• Exercise
Only one stretch of the records below should be repeated. It starts with the line containing "What do you" and goes on through the line containing "The width and height of the screenshot is (675, 616).", exactly as written.

• Raw data
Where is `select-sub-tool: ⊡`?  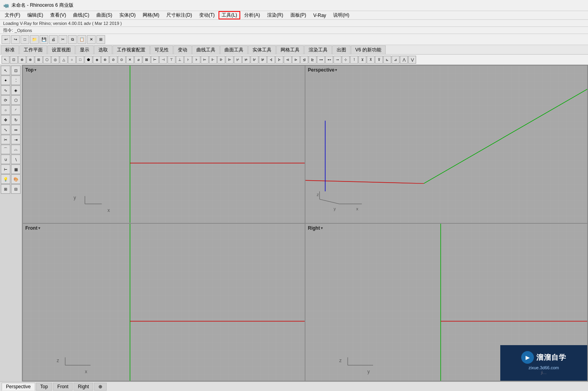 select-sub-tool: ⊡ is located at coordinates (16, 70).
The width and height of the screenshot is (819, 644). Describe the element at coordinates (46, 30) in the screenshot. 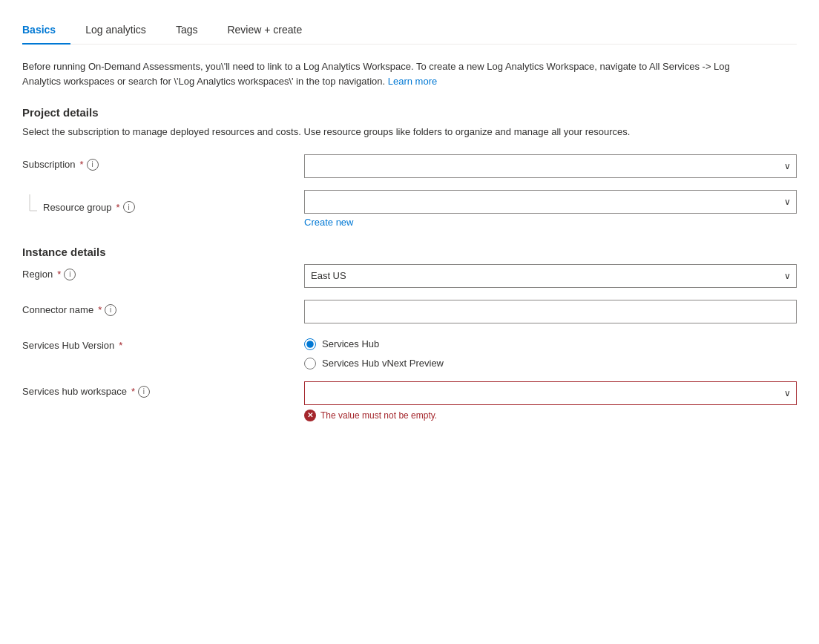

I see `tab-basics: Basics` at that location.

...

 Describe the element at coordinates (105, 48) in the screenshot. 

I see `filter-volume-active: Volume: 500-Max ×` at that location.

--

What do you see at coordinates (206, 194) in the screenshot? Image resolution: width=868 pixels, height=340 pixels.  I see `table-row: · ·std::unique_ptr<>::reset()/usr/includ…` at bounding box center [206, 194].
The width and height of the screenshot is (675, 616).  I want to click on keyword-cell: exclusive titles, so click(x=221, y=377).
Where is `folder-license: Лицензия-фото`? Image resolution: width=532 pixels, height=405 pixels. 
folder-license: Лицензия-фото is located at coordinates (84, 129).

• Task solution
What do you see at coordinates (206, 194) in the screenshot? Image resolution: width=868 pixels, height=340 pixels.  I see `table-row: · ·std::unique_ptr<>::reset()/usr/includ…` at bounding box center [206, 194].
The width and height of the screenshot is (675, 616).  I want to click on keyword-cell: exclusive titles, so click(x=221, y=377).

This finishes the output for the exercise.